It also developed Livelock which was well reviewed.
No, actually, it was not.
en.wikipedia.org
holding aggregated
Metacritic scores of 73/100<a href="
Livelock (video game) - Wikipedia"><span>[</span>6<span>]</span></a> 69/100<a href="
Livelock (video game) - Wikipedia"><span>[</span>7<span>]</span></a> and 77/100,<a href="
Livelock (video game) - Wikipedia"><span>[</span>8<span>]</span></a> for its PC, PS4, and Xbox One versions respectively.
Those are, at best, mediocre reviews.
I hope they hire some of Larians crew and folks from the external studios they used.
They can't hire from Larian because very few people leave Larian, because it's a good place to work. It's not like Blizzard or Bungie or similar, with massive turnover/churn. Recruiting from massive fill-in companies like Keywords Studio (12k employees!!!) doesn't guarantee any more quality than recruiting normally.
This time they are starting with well over a 168 employees, with plans to go over 200 this year. So it's a much bigger team building the foundation this time. They have learned things from the last two games.
168 is still low for
AAA development, especially of content-heavy games like RPGs. 200 is basically the realistic minimum. It's also worth noting that no amount of people being hired can fix a studio that is fundamentally badly lead and/or pursuing the wrong goals. And as you said:
and they made the mistake of making the D&D game ARPG instead of CRPG
These errors don't occur in a vacuum. They occur because of bad leadership decisions. And the leadership is still in place.
Larian Studios had a bunch of mid games before BG3, they got better after each game (well most of them). They struggled and made mistakes and almost went bankrupt.
Yes. Having survive as a studio on your own tends to be pretty sink-or-swim. Either you get better and better at making games, or you die off. But that's not what's happening with WotC's studios - they're not independent, and they haven't got better and better, nor do have the same sort of pressure on them to keep it real, because they're being funded by WotC, not their own sales and deals.
FYI, while utilizing got roasted, Dark Alliance still made WotC millions if dollars.
What's your actual basis for that claim? You can't say say "FYI" if you have no basis, which appears to be the case - it's not "i" - "information" at all if there's no factual basis!
Be careful not to confuse Dungeons & Dragons: Dark Alliance with the 2003 game Baldur's Gate: Dark Alliance, which was successful. I suspect you might be making that confusion if you're saying "Dark Alliance" was successful.
I can't find any evidence that supports your claim at all. Given we have no official sales figures from WotC or Tuque, that it had tiny player numbers on Steam (the only source), and all "estimator" sites show it as barely selling, it's very unlikely it made money. It's much more likely it lost millions. If you've got some WotC guy clearly outlining that it made a profit, link him by all means.
But buying and staffing up a studio isn't cheap, and neither is developing games, especially in North America (though Canada is slightly cheaper than the US),
Estimators suggest it sold 140-220k copies on Steam. Even if it both did and equalled that on PS5 and Xbox (unlikely - Steam is now usually the dominant seller), and got a million or two from MS for Game Pass (MS are real cheap nowadays - they offered Larian $5m to put BG3 on Game Pass at launch late in BG3's development), the best case scenario I can see, napkin math-wise is that, if the were very lucky, they just barely broke even. More likely sales were at the lower end and they lost $5+ million.
This time focusing on a CRPG They are set to do better this time.
Why do you think that? Just because they have 168 people? They have zero experience with CRPGs. They're subject to the corporate whims of WotC (which is genuinely more dangerous than being indie to game quality and actually being released). CRPGs are an inherently difficult market full of particularly difficult customers (but also particularly loyal ones if you do well), which generally require significantly more development time than other genres, especially at the AAA level.
To me it seems like they came second-from-last in a national-level track and field event, and have been entered into the Olympics, if they're going from a mediocre isometric shooter, to an outright bad action RPG, and are now attempting a CRPG.
Is it impossible they succeed? No. "Miracles" happen in game development. But the odds are stacked against them.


## Description of the task:
Transcribe only what runs from the line containing "Output each element" through the final line below, exactly, and leave every picture out.

===== Exercise input

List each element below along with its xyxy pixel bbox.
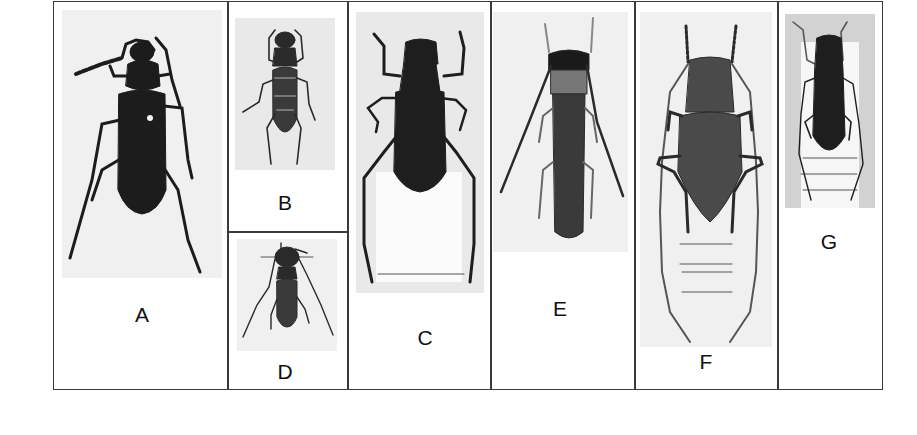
panel-label-g: G [809,231,849,252]
beetle-b-icon [235,18,335,170]
specimen-photo-d [237,239,337,351]
beetle-d-icon [237,239,337,351]
panel-label-f: F [686,351,726,372]
specimen-photo-e [493,12,628,252]
specimen-figure-plate: A B [53,1,883,390]
beetle-f-icon [640,12,772,347]
panel-f: F [636,2,777,389]
specimen-photo-c [356,12,484,293]
beetle-c-icon [356,12,484,293]
panel-d: D [229,233,347,389]
beetle-g-icon [785,14,875,208]
panel-label-e: E [540,298,580,319]
panel-label-b: B [265,192,305,213]
panel-a: A [54,2,228,389]
panel-label-c: C [405,327,445,348]
beetle-e-icon [493,12,628,252]
panel-label-d: D [265,361,305,382]
panel-e: E [492,2,634,389]
specimen-photo-b [235,18,335,170]
panel-label-a: A [122,304,162,325]
panel-c: C [349,2,490,389]
panel-b: B [229,2,347,231]
specimen-photo-f [640,12,772,347]
specimen-photo-g [785,14,875,208]
beetle-a-icon [62,10,222,278]
panel-g: G [779,2,883,389]
specimen-photo-a [62,10,222,278]
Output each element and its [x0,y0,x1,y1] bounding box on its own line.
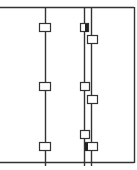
node-dark-band [85,143,88,151]
diagram-frame [0,7,135,163]
diagram-svg [0,0,137,170]
node-box [81,83,90,91]
node-dark-band [85,24,88,32]
diagram-canvas [0,0,137,170]
node-box [88,36,98,44]
nodes [40,24,98,152]
node-box [40,83,51,91]
node-box [81,131,90,139]
node-box [88,96,98,104]
node-box [40,143,51,151]
node-box [40,24,51,32]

==========

## Problem solution:
Output each element and its [x0,y0,x1,y1] bounding box on its own line.
node-dark-band [85,143,88,151]
diagram-frame [0,7,135,163]
diagram-svg [0,0,137,170]
node-box [81,83,90,91]
node-dark-band [85,24,88,32]
diagram-canvas [0,0,137,170]
node-box [88,36,98,44]
nodes [40,24,98,152]
node-box [40,83,51,91]
node-box [81,131,90,139]
node-box [88,96,98,104]
node-box [40,143,51,151]
node-box [40,24,51,32]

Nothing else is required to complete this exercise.